For decades, Loren Wilkinson has been well known as a writer, teacher and pioneer of the Christian environmentalism movement. Loren’s poetry, until now, has been less known. In Imago Mundi, his first published collection, Loren looks deeply into the geography of southwestern BC, drawing wisdom from tides, beaches, seals and farm equipment.
Ron Reed, artistic director of Pacific Theatre, recently described on his blog how he came to work with Loren on the book of poetry – and is encouraging everyone to attend his poetry reading / book launch at Regent College this Thursday (January 12).
My creative high point in 2016 was working on a collection of Loren Wilkinson’s poetry. He’s been an inspiration to me since we met the year before I headed off to CalArts.
Loren taught a Regent class called ‘God and Man in Modern Literature’ – reading Flannery O’Connor, Graham Greene, Frederick Buechner and others really shaped my understanding of the art a Christian might make. And Loren invited me into a writers group; I’d never heard of such a thing, and over the coming decades I was to start several more. They’re essential to my own writing.
Over the years I heard Loren read his poems at various meals, classes, writers group sessions or other occasions, and a few years back I had the idea of gathering them all into a book. Loren was eventually persuaded to gather them all up, and I interviewed him a few times about the occasion of their writing, influences on various poems and details about the language.
This summer I took a great, free swath of time and worked away on notes to the poems, one by one – “bird by bird,” as Anne Lamott would say. Woke up each morning, carefully read the next poem in the stack, looked through my notes, and started writing. Day after summer day. It was glorious. Those “Notes on the Poems” now comprise the back half of the volume.
Imago Mundi arrived in the Regent Bookstore one afternoon in mid-December, and it’s a handsome volume indeed! The first printing sold out by Christmas, and the second printing arrives any day now – just in time for a book launch and signing at Regent this coming Thursday, December 12 at 4 pm.
Luci Shaw and Rudi Krause will join me in celebrating the book and the poetry – they contributed a Foreword and Introduction – and Loren and I will read several of the poems and talk together about them.

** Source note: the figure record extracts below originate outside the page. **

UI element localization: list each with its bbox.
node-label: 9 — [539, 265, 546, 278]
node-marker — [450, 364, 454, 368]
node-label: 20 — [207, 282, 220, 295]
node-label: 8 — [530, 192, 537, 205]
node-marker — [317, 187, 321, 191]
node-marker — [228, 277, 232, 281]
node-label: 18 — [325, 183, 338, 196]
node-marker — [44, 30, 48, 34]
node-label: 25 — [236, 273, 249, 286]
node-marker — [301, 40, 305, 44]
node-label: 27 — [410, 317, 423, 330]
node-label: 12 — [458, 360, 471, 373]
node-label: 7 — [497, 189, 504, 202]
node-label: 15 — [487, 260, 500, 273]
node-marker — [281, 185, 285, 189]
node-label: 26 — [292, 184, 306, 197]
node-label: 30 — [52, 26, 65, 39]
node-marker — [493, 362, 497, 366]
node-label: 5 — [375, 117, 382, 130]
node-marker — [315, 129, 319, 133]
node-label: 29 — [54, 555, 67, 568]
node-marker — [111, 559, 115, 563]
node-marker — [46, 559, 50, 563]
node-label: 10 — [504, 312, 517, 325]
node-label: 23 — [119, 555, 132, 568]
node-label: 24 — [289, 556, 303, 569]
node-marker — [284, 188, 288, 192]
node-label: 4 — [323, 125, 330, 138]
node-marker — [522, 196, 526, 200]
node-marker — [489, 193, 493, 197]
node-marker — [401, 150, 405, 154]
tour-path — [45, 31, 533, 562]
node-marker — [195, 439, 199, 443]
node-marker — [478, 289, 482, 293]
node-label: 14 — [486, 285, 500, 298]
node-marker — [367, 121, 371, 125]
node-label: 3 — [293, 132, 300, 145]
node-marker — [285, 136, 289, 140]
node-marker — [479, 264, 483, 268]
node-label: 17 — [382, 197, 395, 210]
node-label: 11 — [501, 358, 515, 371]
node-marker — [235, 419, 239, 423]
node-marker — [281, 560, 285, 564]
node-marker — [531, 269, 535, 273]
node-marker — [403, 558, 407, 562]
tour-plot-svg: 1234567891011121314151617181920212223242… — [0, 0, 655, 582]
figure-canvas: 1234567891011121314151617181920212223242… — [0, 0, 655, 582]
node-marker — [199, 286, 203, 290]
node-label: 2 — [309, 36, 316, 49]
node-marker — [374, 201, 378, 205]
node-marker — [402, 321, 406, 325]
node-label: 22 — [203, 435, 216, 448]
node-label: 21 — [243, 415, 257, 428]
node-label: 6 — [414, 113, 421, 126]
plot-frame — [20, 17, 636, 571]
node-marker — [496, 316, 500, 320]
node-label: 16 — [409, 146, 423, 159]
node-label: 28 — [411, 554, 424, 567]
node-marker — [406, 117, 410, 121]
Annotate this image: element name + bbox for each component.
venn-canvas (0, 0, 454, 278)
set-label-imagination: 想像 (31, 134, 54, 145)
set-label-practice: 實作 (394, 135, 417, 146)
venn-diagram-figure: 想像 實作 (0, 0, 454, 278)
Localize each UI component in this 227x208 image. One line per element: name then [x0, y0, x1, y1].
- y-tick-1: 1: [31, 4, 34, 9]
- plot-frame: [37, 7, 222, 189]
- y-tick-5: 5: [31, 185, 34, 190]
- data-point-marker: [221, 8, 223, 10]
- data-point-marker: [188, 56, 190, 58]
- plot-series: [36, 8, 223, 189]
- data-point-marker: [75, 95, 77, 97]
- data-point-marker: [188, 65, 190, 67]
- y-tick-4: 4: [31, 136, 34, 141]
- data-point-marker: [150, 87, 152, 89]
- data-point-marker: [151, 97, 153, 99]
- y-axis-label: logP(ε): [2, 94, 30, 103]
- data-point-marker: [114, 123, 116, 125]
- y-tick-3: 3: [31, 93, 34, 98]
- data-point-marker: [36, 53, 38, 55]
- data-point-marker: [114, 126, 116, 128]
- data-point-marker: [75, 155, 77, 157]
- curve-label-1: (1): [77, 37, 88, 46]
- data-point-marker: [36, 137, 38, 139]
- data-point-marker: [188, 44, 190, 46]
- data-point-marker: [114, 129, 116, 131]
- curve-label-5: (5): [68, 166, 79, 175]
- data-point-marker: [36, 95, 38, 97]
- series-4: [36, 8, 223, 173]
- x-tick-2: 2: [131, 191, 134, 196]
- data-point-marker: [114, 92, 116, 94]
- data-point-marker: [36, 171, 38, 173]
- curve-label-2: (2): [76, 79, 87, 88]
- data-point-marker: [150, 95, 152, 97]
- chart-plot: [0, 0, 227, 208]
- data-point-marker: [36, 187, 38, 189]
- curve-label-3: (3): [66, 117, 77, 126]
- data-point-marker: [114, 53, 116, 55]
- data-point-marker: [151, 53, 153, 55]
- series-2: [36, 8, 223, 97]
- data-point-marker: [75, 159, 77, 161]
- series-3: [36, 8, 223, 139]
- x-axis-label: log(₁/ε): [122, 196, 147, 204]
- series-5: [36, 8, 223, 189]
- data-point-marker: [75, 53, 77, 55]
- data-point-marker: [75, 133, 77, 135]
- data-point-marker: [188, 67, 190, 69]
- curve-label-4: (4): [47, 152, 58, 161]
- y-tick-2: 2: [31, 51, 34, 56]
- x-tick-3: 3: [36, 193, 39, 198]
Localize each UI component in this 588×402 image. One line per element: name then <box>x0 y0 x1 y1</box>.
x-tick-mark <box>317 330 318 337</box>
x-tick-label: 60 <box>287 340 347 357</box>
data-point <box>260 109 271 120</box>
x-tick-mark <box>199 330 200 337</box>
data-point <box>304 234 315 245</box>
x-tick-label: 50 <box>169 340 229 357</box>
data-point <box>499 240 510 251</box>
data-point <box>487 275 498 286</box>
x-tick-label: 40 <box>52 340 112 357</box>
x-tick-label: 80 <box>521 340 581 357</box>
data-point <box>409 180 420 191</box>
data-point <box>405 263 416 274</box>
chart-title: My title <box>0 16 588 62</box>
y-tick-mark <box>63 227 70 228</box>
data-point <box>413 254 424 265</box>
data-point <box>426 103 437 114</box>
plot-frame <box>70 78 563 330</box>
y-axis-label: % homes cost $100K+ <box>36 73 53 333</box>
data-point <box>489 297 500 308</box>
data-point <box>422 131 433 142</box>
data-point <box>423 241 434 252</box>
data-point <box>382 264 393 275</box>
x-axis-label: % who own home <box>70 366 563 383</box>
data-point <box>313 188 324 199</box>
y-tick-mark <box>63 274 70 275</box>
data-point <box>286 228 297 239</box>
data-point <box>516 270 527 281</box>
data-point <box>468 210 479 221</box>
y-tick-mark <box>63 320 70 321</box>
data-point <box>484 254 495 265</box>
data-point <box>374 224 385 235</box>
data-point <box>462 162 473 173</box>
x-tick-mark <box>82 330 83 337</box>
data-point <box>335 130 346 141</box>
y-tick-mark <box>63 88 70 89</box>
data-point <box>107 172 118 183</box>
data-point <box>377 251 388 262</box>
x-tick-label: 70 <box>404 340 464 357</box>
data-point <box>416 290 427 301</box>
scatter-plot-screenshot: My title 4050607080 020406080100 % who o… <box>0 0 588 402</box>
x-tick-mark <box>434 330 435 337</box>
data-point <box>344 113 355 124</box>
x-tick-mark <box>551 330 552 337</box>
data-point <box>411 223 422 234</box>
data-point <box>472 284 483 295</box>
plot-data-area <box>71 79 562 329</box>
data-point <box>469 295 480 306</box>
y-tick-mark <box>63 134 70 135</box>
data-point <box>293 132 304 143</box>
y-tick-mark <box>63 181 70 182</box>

If you are able to join us, consider coming early or staying after to see the marvellous documentary Iwan Russell-Jones created about Loren – which also happens to feature some of the poetry so essential to Loren’s work and thought.
There will be two screenings:
* Making Peace with Creation: Pastors & Church Leaders Seminar, from 1 – 3 pm:
Pastors, ministers and church staff are invited to this two-hour seminar and film viewing. Professors Loren Wilkinson and Iwan Russell-Jones, creators of the documentary film Making Peace with Creation, will present the film, and provide context and encouragement for building a practical theology of creation in the context of the local church. This seminar is free for all pastors, ministers and church staff.

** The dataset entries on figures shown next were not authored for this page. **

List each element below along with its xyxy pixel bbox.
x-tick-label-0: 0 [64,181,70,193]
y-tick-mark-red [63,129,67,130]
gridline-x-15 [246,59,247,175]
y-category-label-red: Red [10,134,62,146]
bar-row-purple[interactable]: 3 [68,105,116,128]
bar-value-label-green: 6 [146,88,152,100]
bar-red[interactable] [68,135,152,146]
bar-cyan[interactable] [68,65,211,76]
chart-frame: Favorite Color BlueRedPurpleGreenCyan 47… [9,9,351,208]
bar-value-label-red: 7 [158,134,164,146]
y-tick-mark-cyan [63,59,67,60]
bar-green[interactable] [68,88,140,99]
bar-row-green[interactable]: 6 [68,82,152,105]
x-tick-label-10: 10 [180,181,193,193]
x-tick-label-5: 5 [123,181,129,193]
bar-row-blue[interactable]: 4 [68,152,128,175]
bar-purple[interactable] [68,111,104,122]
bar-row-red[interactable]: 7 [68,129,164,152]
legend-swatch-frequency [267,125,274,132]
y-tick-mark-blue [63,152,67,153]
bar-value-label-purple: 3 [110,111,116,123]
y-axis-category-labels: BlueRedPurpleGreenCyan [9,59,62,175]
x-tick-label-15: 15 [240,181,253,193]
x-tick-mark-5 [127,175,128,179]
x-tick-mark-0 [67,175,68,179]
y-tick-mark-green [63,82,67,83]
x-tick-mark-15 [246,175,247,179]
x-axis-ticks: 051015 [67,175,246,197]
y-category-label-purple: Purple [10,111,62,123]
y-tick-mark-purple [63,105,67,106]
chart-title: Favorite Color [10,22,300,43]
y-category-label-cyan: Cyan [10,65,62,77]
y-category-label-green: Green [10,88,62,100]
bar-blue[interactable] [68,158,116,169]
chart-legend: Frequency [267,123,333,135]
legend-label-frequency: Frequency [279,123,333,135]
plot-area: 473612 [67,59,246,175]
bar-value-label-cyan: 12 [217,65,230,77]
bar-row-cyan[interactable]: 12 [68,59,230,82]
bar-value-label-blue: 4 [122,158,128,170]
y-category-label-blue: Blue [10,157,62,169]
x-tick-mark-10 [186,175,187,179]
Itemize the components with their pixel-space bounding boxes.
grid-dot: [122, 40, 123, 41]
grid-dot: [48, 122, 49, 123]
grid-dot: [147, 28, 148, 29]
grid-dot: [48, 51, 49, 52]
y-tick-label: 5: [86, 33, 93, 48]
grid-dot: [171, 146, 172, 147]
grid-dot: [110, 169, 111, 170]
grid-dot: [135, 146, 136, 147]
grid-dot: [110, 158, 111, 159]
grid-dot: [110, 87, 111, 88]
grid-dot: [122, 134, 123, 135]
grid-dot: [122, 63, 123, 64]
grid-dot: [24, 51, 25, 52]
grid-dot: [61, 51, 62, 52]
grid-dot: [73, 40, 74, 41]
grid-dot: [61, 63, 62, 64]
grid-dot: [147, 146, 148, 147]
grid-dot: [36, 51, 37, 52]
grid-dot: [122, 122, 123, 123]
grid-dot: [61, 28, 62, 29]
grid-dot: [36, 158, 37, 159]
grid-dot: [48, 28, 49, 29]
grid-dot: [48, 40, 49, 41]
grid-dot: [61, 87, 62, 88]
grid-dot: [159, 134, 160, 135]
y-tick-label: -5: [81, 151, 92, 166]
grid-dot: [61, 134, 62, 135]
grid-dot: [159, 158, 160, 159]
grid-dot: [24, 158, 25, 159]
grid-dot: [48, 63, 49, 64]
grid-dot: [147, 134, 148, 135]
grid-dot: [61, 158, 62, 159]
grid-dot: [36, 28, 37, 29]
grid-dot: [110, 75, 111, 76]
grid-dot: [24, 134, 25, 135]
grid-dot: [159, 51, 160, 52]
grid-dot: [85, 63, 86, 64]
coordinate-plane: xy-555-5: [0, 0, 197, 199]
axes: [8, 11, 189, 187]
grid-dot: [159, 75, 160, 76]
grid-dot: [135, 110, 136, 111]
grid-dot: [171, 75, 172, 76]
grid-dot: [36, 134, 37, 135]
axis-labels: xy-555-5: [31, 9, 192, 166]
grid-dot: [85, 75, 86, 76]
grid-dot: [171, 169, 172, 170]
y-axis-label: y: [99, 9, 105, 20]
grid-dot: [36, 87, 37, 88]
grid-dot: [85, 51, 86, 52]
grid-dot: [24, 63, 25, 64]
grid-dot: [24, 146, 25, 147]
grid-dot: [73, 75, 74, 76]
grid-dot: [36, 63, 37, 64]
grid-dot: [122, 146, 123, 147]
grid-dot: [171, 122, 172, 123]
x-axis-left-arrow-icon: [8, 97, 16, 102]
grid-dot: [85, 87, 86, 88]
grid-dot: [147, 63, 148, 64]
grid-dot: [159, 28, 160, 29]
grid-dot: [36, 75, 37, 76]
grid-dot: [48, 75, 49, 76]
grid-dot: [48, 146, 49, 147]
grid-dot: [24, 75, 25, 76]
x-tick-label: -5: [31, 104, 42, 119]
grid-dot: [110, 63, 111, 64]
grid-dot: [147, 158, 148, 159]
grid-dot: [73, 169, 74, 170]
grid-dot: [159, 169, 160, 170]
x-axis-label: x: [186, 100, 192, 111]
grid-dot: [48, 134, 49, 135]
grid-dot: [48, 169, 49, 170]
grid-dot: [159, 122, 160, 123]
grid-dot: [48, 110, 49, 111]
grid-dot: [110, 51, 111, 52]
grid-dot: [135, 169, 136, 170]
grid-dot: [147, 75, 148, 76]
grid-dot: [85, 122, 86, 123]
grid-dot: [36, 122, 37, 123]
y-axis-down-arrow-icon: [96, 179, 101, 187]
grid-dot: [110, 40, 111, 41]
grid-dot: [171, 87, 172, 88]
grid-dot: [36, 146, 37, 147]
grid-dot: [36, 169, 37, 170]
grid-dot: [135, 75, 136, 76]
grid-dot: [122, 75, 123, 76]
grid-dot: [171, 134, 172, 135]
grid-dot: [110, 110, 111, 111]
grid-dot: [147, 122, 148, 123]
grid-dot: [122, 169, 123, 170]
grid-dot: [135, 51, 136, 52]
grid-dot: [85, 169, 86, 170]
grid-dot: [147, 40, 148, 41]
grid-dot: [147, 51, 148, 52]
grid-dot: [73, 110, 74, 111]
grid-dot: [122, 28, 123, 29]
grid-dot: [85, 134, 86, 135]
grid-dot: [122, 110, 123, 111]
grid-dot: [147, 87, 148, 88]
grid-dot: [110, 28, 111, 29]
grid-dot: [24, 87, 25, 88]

* Film Screening: Making Peace with Creation, 7 – 9 pm:
What can be done to address the enormous issues facing our fragile and threatened planet? Is it possible to live confidently and creatively in the face of massive problems such as pollution and the acidification of the oceans? What hope is there of making peace with creation?
In this hour-long film, Loren Wilkinson goes in search of answers to these pressing questions. Through personal reflections (set both in the beautiful Gulf Islands where he lives and in the urban context of Vancouver, where he continues to teach), stimulating conversations with leading thinkers, artists and activists, and specially created art work, together with extracts from his poetry, Loren Wilkinson presents his own compelling and beautiful vision for human life in the 21st century.
This comment is re-posted by permission from Ron Reed’s blog, Soul Food Vancouver. Ron is an actor, playwright and director, the founder and artistic director of Vancouver’s Pacific Theatre.
Following are comments of appreciation for Loren’s Wilkinson’s Imago Mundi from Eugene Peterson, Luci Shaw and James Houston:
“Loren Wilkinson is best known among most of us for his passionate, life-long care for the earth – the literal earth. The soil-and-flower, river-and-tree earth. But not nearly as many are aware that he wrote poems equally as skilled in revealing his care for language – the sounds and rhythms and metaphors that keep us alert to the Word made flesh.” Eugene H. Peterson
“Loren Wilkinson is one of those native souls to whom the tag ‘natural poet’ adheres like pollen to a bee’s knees. His personal presence and his way of living are models of enthusiasm for the creation and its Creator. He names things in order to bring them to our attention.” Luci Shaw
“Loren Wilkinson is a poet who celebrates his faith as well as the simple things of creation in peasant ways, ever mindful that Christ is sacramentally there as Lord of all Creation. Daily events, then, are always Epiphany.” James M. Houston
If you can’t make it to the Regent Bookstore to pick up your copy, you can order Imago Mundi from Amazon.